It’s May again, and that can only mean one thing – I’m doing A Book A Day in May again! I don’t know if Madame Bibi is planning to do a novella a day in May again, as I am merely following her lead with this challenge.
To refresh memories – my aim is to finish a book every day in May. I say ‘book’ rather than ‘novella’ because it’ll almost certainly include some non-fiction, and it’s ‘finish’ rather than ‘read a full book’ because I have a whole pile of half-read books that will come into play. Besides those, I haven’t made any specific reading plans. Part of the fun is choosing the book each morning, spontaneously, matching the mood of the day. (And the number of pages I think I’ll have time to read.)
And I started with Antwerp by the Chilean author Roberto Bolaño – written in 1980, finally published in 2002, and translated into English by Natasha Wimmer in 2010. I think my copy was actually a review copy in 2010, thinking about it. The cover boldly quotes Bolaño saying, “The only novel that doesn’t embarrass me is Antwerp“, which is bold for a publisher who was also issuing a bunch of his other stuff. And also because it’s not really a novel?
Antwerp is a series of 56 short vignettes. I’m quite drawn to this sort of fragmented way of crafting a book, as some of my favourite reads of last year demonstrate – though In The Dream House and The Self-Portrait of a Literary Biographer are both non-fiction. Antwerp is fiction, whatever else it might be, and these vignettes do paint some sort of collective picture – albeit one with such porous edges that the only really safe thing you can say about it, formally, is that it is made of words.
Actually, before we get onto the main part, there is a quick preface by the author – which starts like this:
I wrote this book for myself, and even that I can’t be sure of. For a long time these were just loose pages that I reread and maybe tinkered with, convinced I had no time. But time for what? I couldn’t say exactly. I wrote this book for the ghosts, who, because they’re outside of time, are the only ones with time. After the last rereading (just now), I realize that time isn’t the only thing that matters, time isn’t the only source of terror. Pleasure can be terrifying too, and so can courage.
I think that can help us know what we’re dealing with. It’s the sort of experimentalist think-speak that I had a lot more time for when I was 19 than I do now. So I entered the novel (?) proper fearing I might not know what was going on, and so it proved to be. The 55 vignettes take up less than 80 pages in my edition, and many of those pages are only half-filled. Certain characters recur, such as a nameless woman, a pornstar (?), various police officers, and Roberto Bolaño himself, or at least an author of the same name. There are clear themes: police investigation, violence, circuses, rather grubby sex. Maybe there’s even the detective of an actual crime, though I rather failed to pick up the pieces.
I started treating each vignette as a tiny short story, without trying too hard to connect it with what went before and after. And considering they’re things like this, you can perhaps see why:
10. THERE WAS NOTHING
There are no police stations, no hospitals, nothing. At least there’s nothing money can buy. “We act on instantaneous impulses” … “This is the kind of thing that destroys the unconscious, and then we’ll be left hanging” … “Remember that joke about the bullfighter who steps out into the ring and then there’s no bull, no ring, nothing?” … The policeman drank anarchic breezes. Someone started to clap.
But there were some parts that I loved and went back and re-read, like a poem. I noted down this opening to a vignette:
Silence hovers in the yards, leaving no pages with writing on them, that thing we’ll later call the work. Silence reads letters sitting on a balcony. Birds like a a rasp in the throat, like women with deep voices. I no longer ask for all the loneliness of love or the tranquility of love or for the mirrors. Silence glimmers in the empty hallways, on the radios no one listens to anymore. Silence is love just as your raspy voice is a bird. And no work could justify the slowness of movements and obstacles.
I keep using the word ‘vignette’, though I have no idea if Bolaño would like it. I got to the end having really appreciated some of the writing, and not at all knowing what the point of Antwerp was. (The city is mentioned, finally, in the 49th of the 55 vignettes – with an anecdote about a man in Antwerp being killed when his car was run over by a truck full of pigs.)
It’s probably the sort of book that would reward a year’s careful studying. Each line could be debated and played with and appreciated. Certainly Bolaño has his admirers. I don’t think I’m likely to become one of them.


> **Work instructions**: Search the data for the string "JSON" and copy each line where it turns up.

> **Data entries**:
•••••
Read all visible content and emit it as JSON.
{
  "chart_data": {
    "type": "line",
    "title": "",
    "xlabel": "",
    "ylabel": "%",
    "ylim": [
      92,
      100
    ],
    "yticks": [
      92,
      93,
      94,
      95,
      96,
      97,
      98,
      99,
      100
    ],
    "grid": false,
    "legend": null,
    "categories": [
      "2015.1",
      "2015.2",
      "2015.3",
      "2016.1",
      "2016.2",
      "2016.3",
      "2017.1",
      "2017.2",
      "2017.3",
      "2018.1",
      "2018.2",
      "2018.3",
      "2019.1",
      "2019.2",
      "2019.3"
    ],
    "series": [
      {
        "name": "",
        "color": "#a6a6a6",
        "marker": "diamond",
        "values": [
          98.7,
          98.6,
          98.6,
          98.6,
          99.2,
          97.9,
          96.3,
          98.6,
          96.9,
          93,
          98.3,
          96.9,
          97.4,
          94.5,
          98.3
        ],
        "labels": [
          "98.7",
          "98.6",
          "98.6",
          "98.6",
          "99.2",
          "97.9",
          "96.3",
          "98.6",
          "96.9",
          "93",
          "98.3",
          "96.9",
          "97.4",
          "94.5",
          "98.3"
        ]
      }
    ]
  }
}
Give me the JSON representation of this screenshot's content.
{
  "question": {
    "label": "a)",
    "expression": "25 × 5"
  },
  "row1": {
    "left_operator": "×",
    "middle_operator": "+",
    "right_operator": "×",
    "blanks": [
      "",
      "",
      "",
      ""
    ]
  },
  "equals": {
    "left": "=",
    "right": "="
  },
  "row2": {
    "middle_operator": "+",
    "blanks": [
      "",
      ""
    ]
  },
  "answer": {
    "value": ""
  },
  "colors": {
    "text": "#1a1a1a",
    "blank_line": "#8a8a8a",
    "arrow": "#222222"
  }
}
•••••
> **Solution**:
Read all visible content and emit it as JSON.
Give me the JSON representation of this screenshot's content.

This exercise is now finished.